The Power of Robot Swarms: How a Group Mind Can Help Solve Complex Problems

Roboticists at the University of Maryland are taking inspiration from the swarm intelligence of self-organized biological systems, such as colonies of ants or bees, to create robot swarms that can work together to solve complex problems. In a recent study, they wirelessly connected hundreds of Kilobots, a simple robotic platform, to create a single computational entity known as an artificial group mind. The swarm was trained to connect, communicate, and share data to collectively figure out how to respond to its environment.

The algorithm used to train the Kilobot swarm was modified to be successfully applied across a distributed swarm of many robots connected by a wireless network. The researchers programmed neurons within the network to wait for neighbors who had fallen behind to catch back up to where they should be, making the swarm learn more efficiently and strengthening the group mind over time.

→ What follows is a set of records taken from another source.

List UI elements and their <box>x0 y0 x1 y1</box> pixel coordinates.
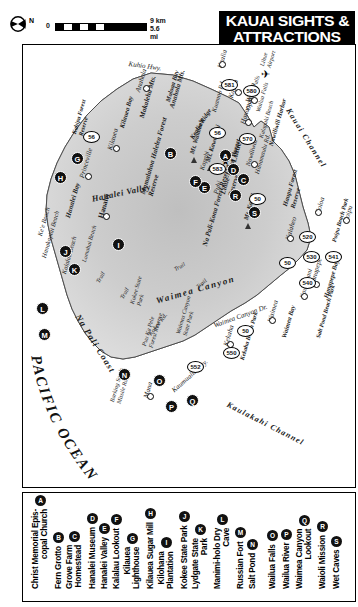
legend-label-q-1: Waimea Canyon <box>295 529 304 589</box>
legend-item-r[interactable]: Waioli Mission R <box>317 521 328 589</box>
map-marker-j[interactable]: J <box>59 245 72 258</box>
scale-bar: 0 9 km 5.6 mi <box>46 19 166 33</box>
map-marker-k[interactable]: K <box>68 263 81 276</box>
legend-item-l[interactable]: Manimi-holo DryCave L <box>213 514 231 589</box>
legend-marker-o: O <box>267 530 278 541</box>
town-dot-princeville <box>85 173 92 180</box>
legend-label-c-1: Grove Farm <box>65 545 74 589</box>
svg-text:N: N <box>29 17 34 24</box>
legend-label-r-1: Waioli Mission <box>318 535 327 589</box>
map-marker-s[interactable]: S <box>248 206 261 219</box>
legend-label-a-1: Christ Memorial Epis- <box>31 509 40 589</box>
legend-item-f[interactable]: Kalalau Lookout F <box>111 514 122 589</box>
route-shield-583: 583 <box>209 163 226 175</box>
scale-track <box>55 23 147 31</box>
legend-label-l-1: Manimi-holo Dry <box>213 528 222 589</box>
legend-label-d-1: Hanalei Museum <box>88 527 97 589</box>
legend-label-c-2: Homestead <box>74 545 83 589</box>
map-marker-r[interactable]: R <box>229 189 242 202</box>
legend-label-p-1: Wailua River <box>282 543 291 589</box>
legend-marker-k: K <box>195 524 206 535</box>
map-title-banner: KAUAI SIGHTS & ATTRACTIONS <box>219 11 355 46</box>
route-shield-50-a: 50 <box>249 193 266 205</box>
scale-mi-label: 5.6 mi <box>150 25 166 41</box>
route-shield-50-c: 50 <box>237 325 254 337</box>
legend-item-s[interactable]: Wet Caves S <box>331 536 342 589</box>
legend-label-s-1: Wet Caves <box>332 550 341 589</box>
town-dot-hanalei <box>103 213 110 220</box>
route-shield-550: 550 <box>223 347 240 359</box>
airplane-icon: ✈ <box>261 69 270 80</box>
town-dot-waimea <box>269 317 276 324</box>
legend-marker-q: Q <box>299 515 310 526</box>
page-title-line2: ATTRACTIONS <box>233 29 341 45</box>
legend-item-k[interactable]: Lydgate StatePark K <box>191 524 209 589</box>
map-marker-p[interactable]: P <box>165 400 178 413</box>
map-page: N 0 9 km 5.6 mi KAUAI SIGHTS & ATTRACTIO… <box>0 0 358 607</box>
scale-distance-labels: 9 km 5.6 mi <box>150 17 166 41</box>
legend-item-g[interactable]: KilaueaLighthouse G <box>123 533 141 589</box>
legend-item-q[interactable]: Waimea CanyonLookout Q <box>295 515 313 589</box>
compass-north-arrow: N <box>9 16 39 32</box>
legend-label-i-2: Plantation <box>166 551 175 589</box>
legend-panel: Christ Memorial Epis-copal Church A Fern… <box>22 492 356 602</box>
legend-item-m[interactable]: Russian Fort M <box>235 527 246 589</box>
map-header: N 0 9 km 5.6 mi KAUAI SIGHTS & ATTRACTIO… <box>0 0 358 46</box>
legend-item-a[interactable]: Christ Memorial Epis-copal Church A <box>31 495 49 589</box>
map-marker-i[interactable]: I <box>112 238 125 251</box>
town-dot-anahola <box>143 85 150 92</box>
legend-marker-a: A <box>35 495 46 506</box>
legend-item-h[interactable]: Kilauea Sugar Mill H <box>145 508 156 589</box>
map-marker-b[interactable]: B <box>164 147 177 160</box>
map-marker-q[interactable]: Q <box>186 394 199 407</box>
legend-marker-e: E <box>99 523 110 534</box>
town-dot-nawiliwili <box>251 161 258 168</box>
legend-item-e[interactable]: Hanalei Valley E <box>99 523 110 589</box>
legend-item-n[interactable]: Salt Pond N <box>247 539 258 589</box>
legend-item-o[interactable]: Wailua Falls O <box>267 530 278 589</box>
map-marker-o[interactable]: O <box>153 374 166 387</box>
legend-item-p[interactable]: Wailua River P <box>281 529 292 589</box>
legend-label-a-2: copal Church <box>40 509 49 589</box>
town-dot-mana <box>147 393 154 400</box>
town-dot-wailua <box>251 97 258 104</box>
scale-km-label: 9 km <box>150 17 166 25</box>
legend-label-j-1: Kokee State Park <box>180 525 189 589</box>
legend-item-d[interactable]: Hanalei Museum D <box>87 513 98 589</box>
map-marker-d[interactable]: D <box>227 163 240 176</box>
map-marker-l[interactable]: L <box>36 302 49 315</box>
town-dot-kilauea <box>113 145 120 152</box>
map-marker-a[interactable]: A <box>219 149 232 162</box>
peak-kahili-marker <box>245 223 251 229</box>
legend-marker-p: P <box>281 529 292 540</box>
legend-item-j[interactable]: Kokee State Park J <box>179 511 190 589</box>
peak-waialeale-marker <box>191 157 197 163</box>
legend-marker-d: D <box>87 513 98 524</box>
town-dot-kalaheo <box>287 235 294 242</box>
legend-item-c[interactable]: Grove FarmHomestead C <box>65 531 83 589</box>
legend-label-o-1: Wailua Falls <box>268 544 277 589</box>
legend-marker-m: M <box>235 527 246 538</box>
route-shield-581: 581 <box>221 79 238 91</box>
legend-marker-s: S <box>331 536 342 547</box>
legend-label-k-1: Lydgate State <box>191 538 200 589</box>
map-marker-n[interactable]: N <box>118 368 131 381</box>
map-canvas: PACIFIC OCEAN Kauai Channel Kaulakahi Ch… <box>23 45 355 487</box>
map-marker-g[interactable]: G <box>71 152 84 165</box>
legend-item-i[interactable]: KilohanaPlantation I <box>157 537 175 589</box>
legend-item-b[interactable]: Fern Grotto B <box>53 532 64 589</box>
map-marker-f[interactable]: F <box>189 175 202 188</box>
map-marker-h[interactable]: H <box>54 171 67 184</box>
map-marker-m[interactable]: M <box>38 328 51 341</box>
route-shield-541: 541 <box>325 251 342 263</box>
legend-marker-r: R <box>317 521 328 532</box>
legend-marker-g: G <box>127 533 138 544</box>
town-dot-poipu <box>343 217 350 224</box>
legend-marker-n: N <box>247 539 258 550</box>
legend-label-g-2: Lighthouse <box>132 547 141 589</box>
map-frame[interactable]: PACIFIC OCEAN Kauai Channel Kaulakahi Ch… <box>22 44 356 488</box>
legend-label-e-1: Hanalei Valley <box>100 537 109 589</box>
map-marker-c[interactable]: C <box>237 173 250 186</box>
legend-marker-f: F <box>111 514 122 525</box>
scale-zero-label: 0 <box>46 21 50 30</box>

The group mind can be trained to recognize different images and respond accordingly. For example, if the group mind recognizes a peace symbol, it responds by creating a smiley face, and if it recognizes a biohazard symbol, it creates a frowny face instead.

This type of research has particular value in deploying robot swarms in the face of a challenge unknown, such as a search-and-rescue mission after a catastrophic natural disaster. By pooling their physical and computational resources, robot swarms can solve common problems collectively.

Overall, this research highlights the potential power of robot swarms and how they can work together to achieve goals that would be impossible for a single robot to accomplish alone.